Aging interventions

The hardest conversations of later life, handled with dignity.

Assisted living, in-home help, the car keys — respectful, family-centered, invitational interventions that build a lasting support network around your loved one.

  • Invitational, never an ambush
  • Dignity-first planning
  • A team for every stage

Aging interventions

A structured family process for the decisions of later life.

An aging intervention is a carefully prepared family process for the hardest conversations of later life: whether a parent needs to move into assisted living, accept help at home, or hand over the car keys. These conversations rarely go well when they happen in a crisis, in a hallway, or in anger. Done well, they are planned, facilitated, and built around one principle — preserving your loved one's dignity.

Core Values Recovery helps families build a support system around their aging loved one and navigate the process together, so the senior is guided by people who love them rather than confronted by them.

The conversations families put off

Most families see the signs long before they act — a fall, a missed medication, a dented fender, a stove left on. What stops them isn't a lack of love. It's not knowing how to start, and the fear of what the conversation will do to the relationship. We help families navigate:

  • The move to assisted living: when staying home alone is no longer safe.
  • Accepting in-home assistance: for a parent who insists they don't need help.
  • Giving up the car keys: the transition seniors resist most, and the one families dread.
  • Memory care decisions: when cognitive decline changes what safe support looks like.
  • Accepting help at all: for the parent who has always been the one helping everyone else.

Respectful, family-centered, invitational

Our approach is grounded in the ARISE model, one of the most researched intervention approaches available, adapted here for aging transitions.
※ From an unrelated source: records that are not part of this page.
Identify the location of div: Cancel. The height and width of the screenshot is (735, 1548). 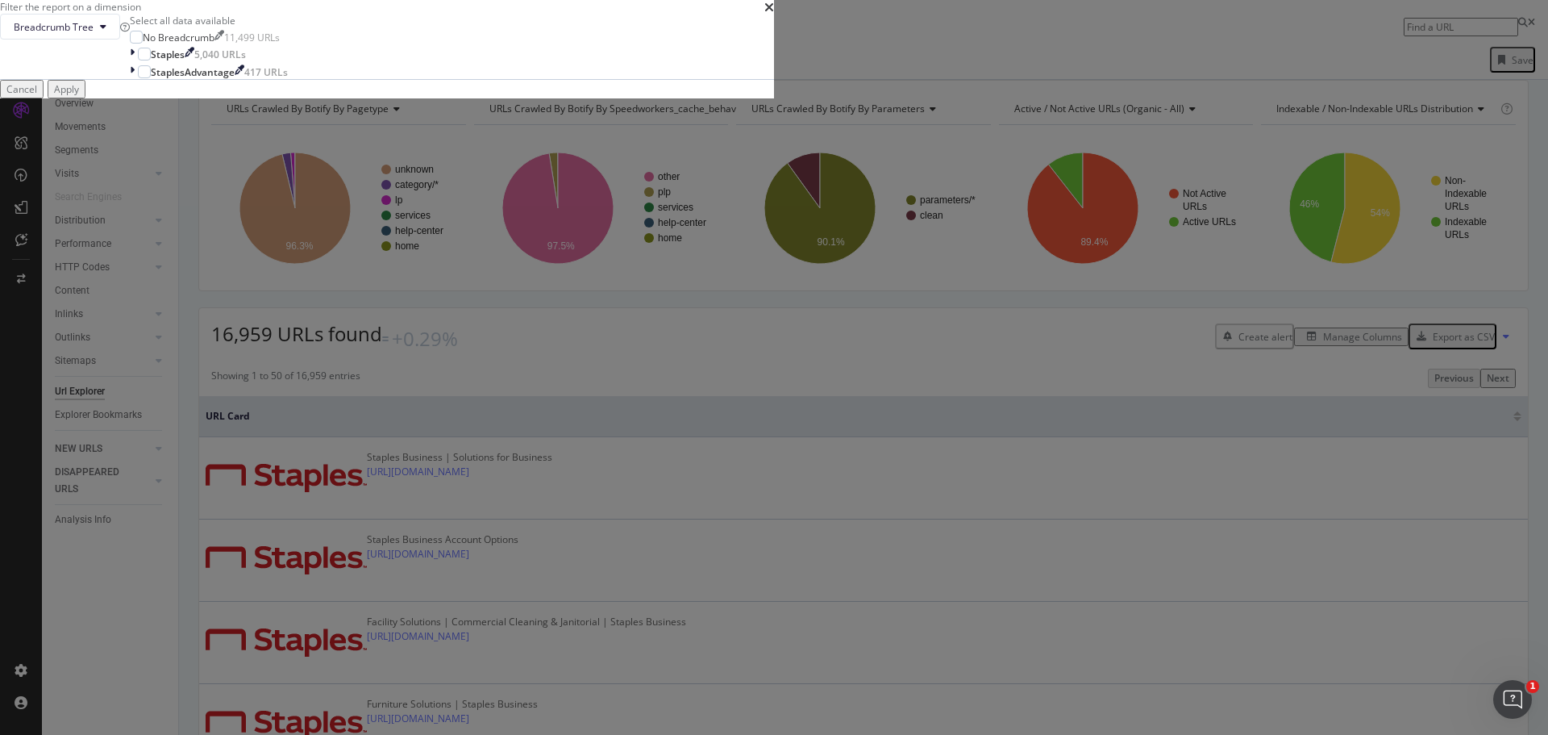
(22, 89).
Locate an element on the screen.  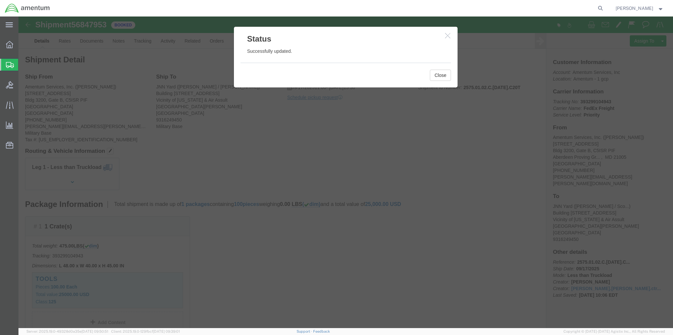
img: logo is located at coordinates (27, 8).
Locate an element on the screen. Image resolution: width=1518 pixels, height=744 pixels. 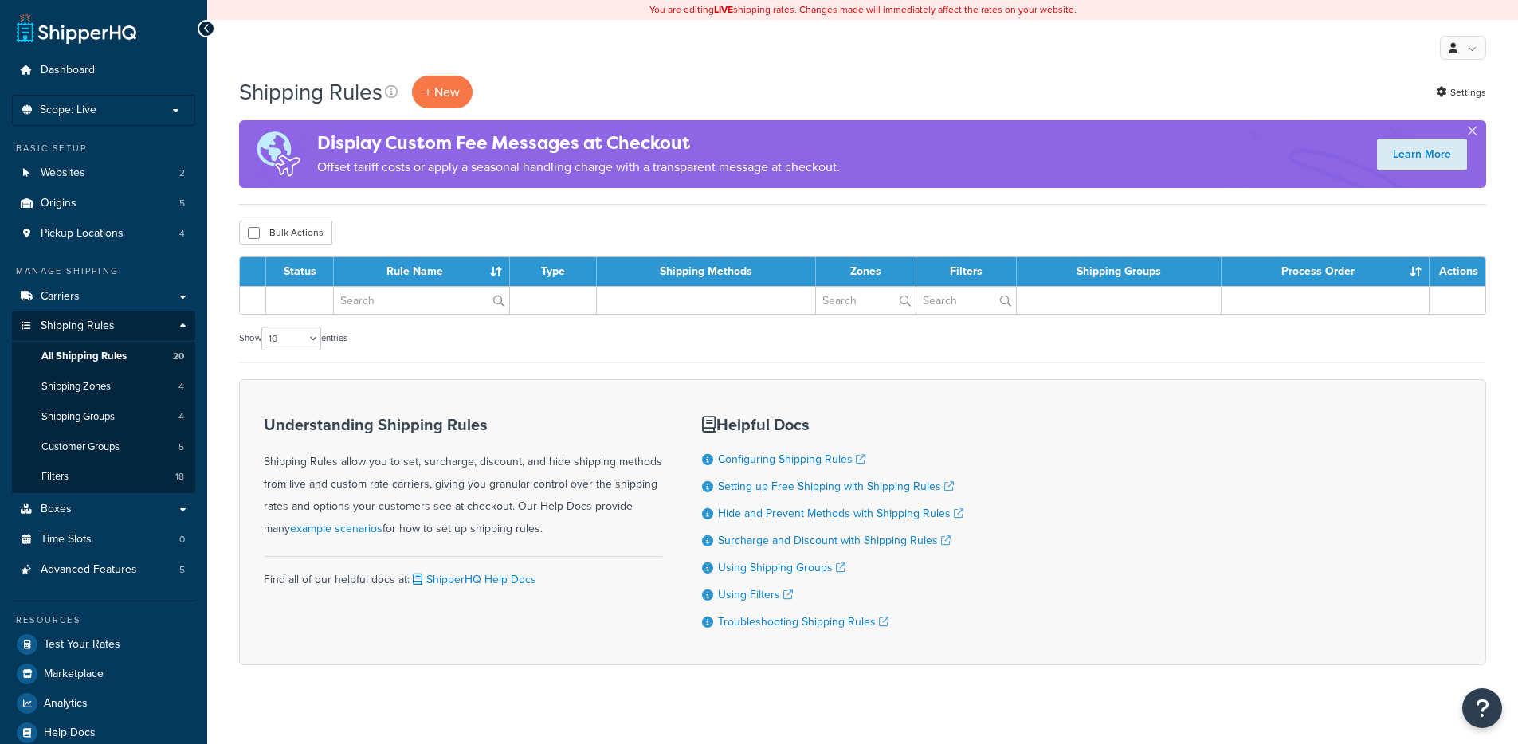
li: Customer Groups is located at coordinates (104, 447).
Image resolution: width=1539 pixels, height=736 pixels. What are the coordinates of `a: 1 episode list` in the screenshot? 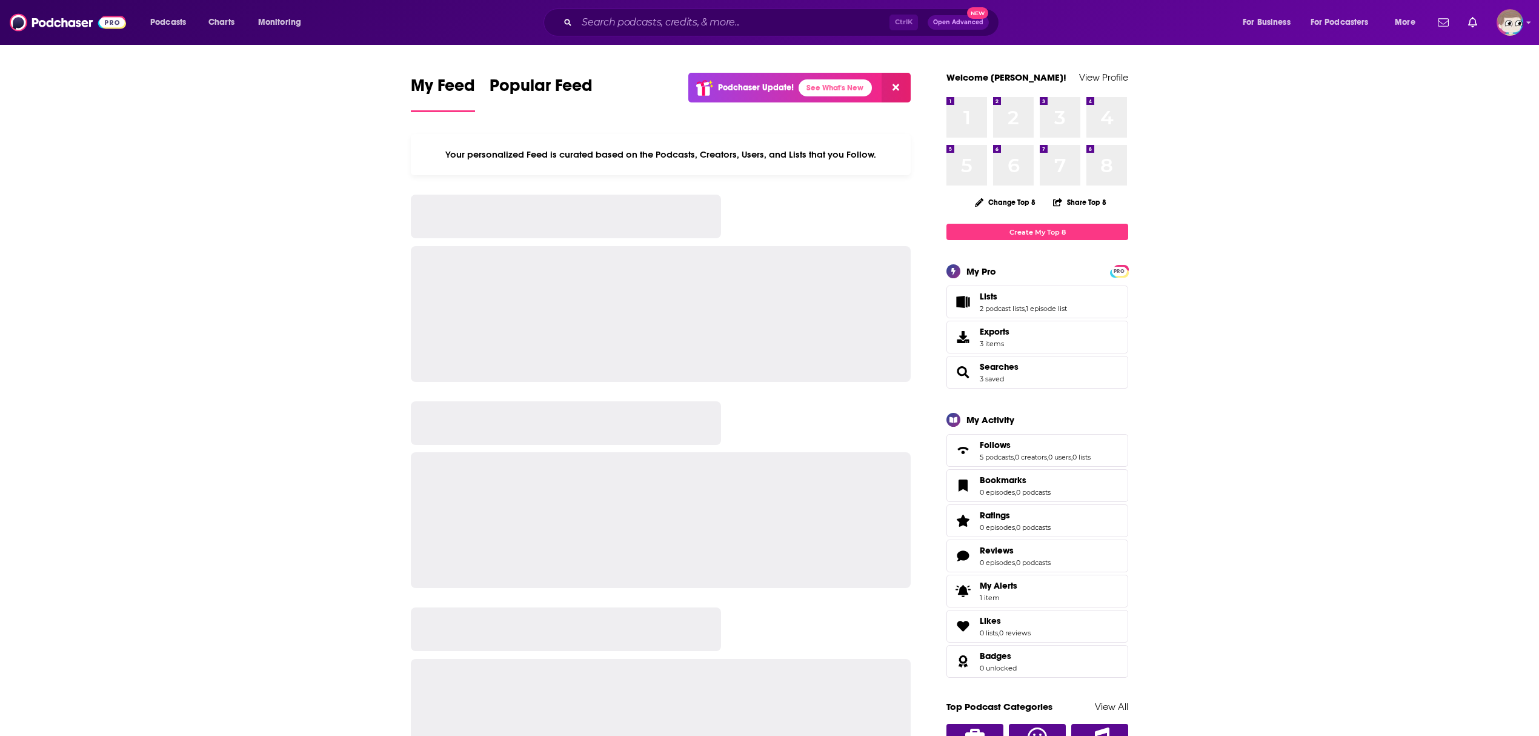 It's located at (1047, 308).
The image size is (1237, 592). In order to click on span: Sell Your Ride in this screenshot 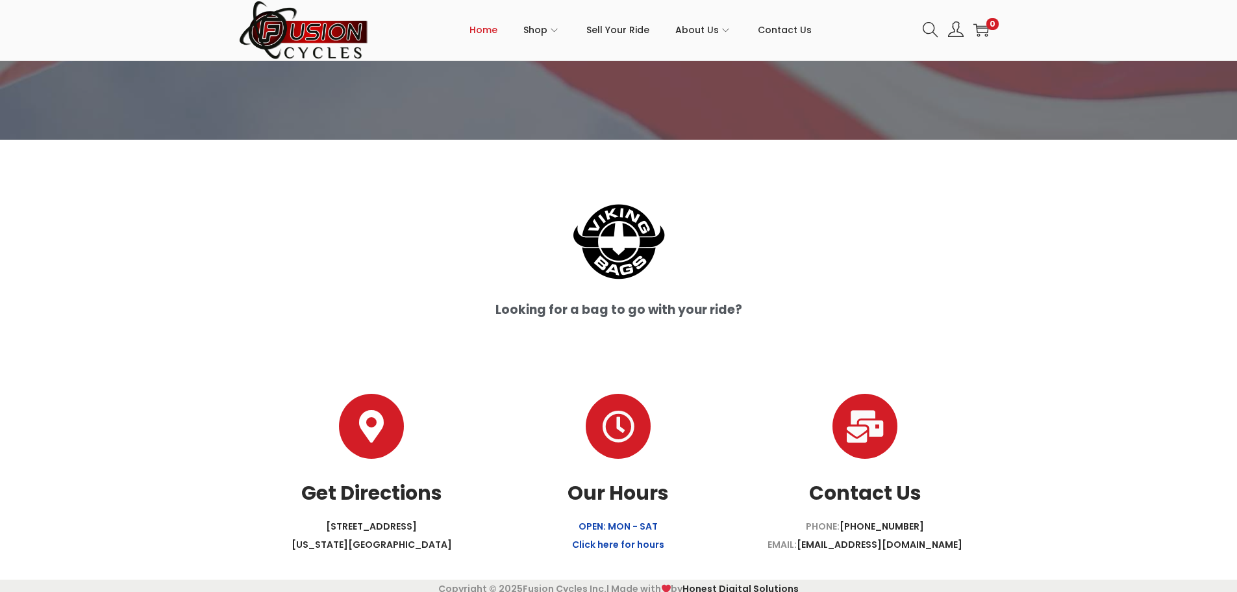, I will do `click(618, 30)`.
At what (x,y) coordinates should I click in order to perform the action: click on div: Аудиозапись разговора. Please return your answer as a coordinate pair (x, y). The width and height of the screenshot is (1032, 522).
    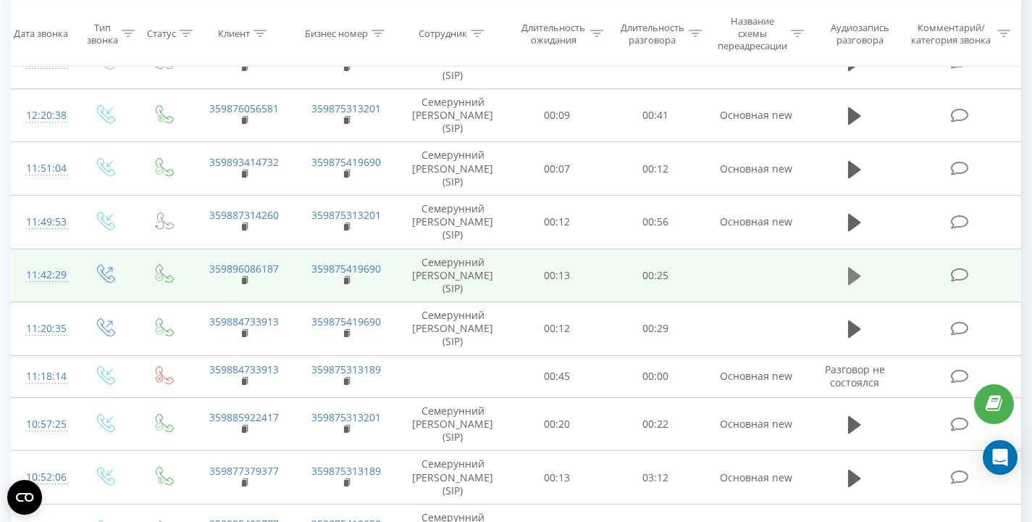
    Looking at the image, I should click on (860, 33).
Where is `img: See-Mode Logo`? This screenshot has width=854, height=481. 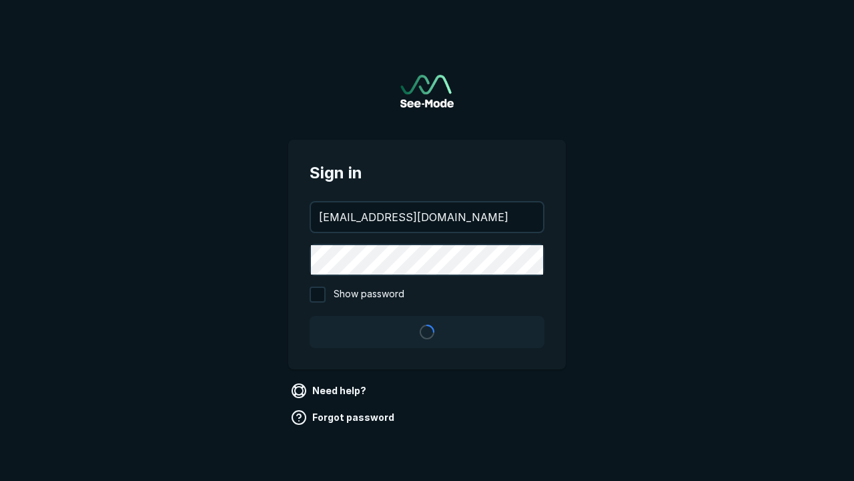 img: See-Mode Logo is located at coordinates (427, 91).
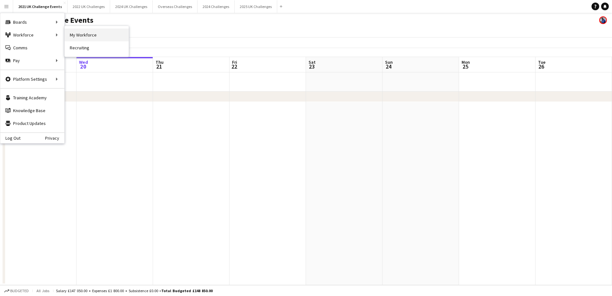  Describe the element at coordinates (134, 290) in the screenshot. I see `div: Salary £147 050.00 + Expenses £1 800.00 + Subsistence £0.00 =` at that location.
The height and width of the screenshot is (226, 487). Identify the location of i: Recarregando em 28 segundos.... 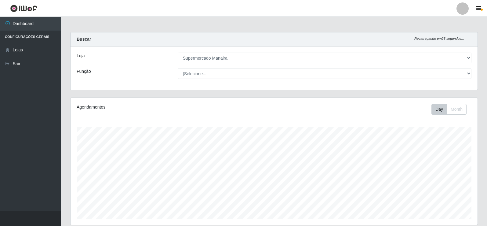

It replaces the ambush-style intervention with something families can actually live with afterward: your loved one is invited into the process from the first meeting whenever appropriate, the work involves the whole family system, and we start with the least intensive approach — escalating only if needed.

A senior who feels ganged up on digs in. A senior who feels respected, heard, and given real choices can surprise their family with how much they're willing to accept.

The byproduct: a family network built to last

This process doesn't just produce a decision about assisted living or the car keys. The meetings, the communication habits, and the shared plan become a family support network that outlasts the transition — a family that knows how to meet, talk honestly, and act together when the next stage of aging arrives. That network is not a side effect. It is the point.

Finding the right care — and verifying it

When the plan involves assisted living or memory care, families face a marketplace that is hard to evaluate from a brochure. We help identify communities that genuinely fit your loved one's needs, personality, and finances; run independent safety checks on the facilities you're considering; ask the questions families don't know to ask about staffing, care levels, and contracts; and coordinate the transition itself, which is often the hardest week of the process.

When the family is the hard part

Sometimes the biggest obstacle isn't the aging parent — it's the family. Siblings disagree about what Mom needs. Old resentments resurface. The child who lives closest carries the load while the ones far away second-guess the decisions. For these families, we facilitate regular family meetings with a neutral professional in the room. The structure keeps the focus on the parent's needs, gives every voice a place, and keeps the family's own baggage from steering the process.

Aging is not one decision — it is a sequence of them. The team that helps with the first conversation stays available for what comes after: the move, the adjustment, the next level of care. You are not starting over with strangers each time something changes. One team, there for every stage.

Ready to talk?

Start with one confidential conversation.

We will help you understand what kind of support makes sense and how quickly we can begin.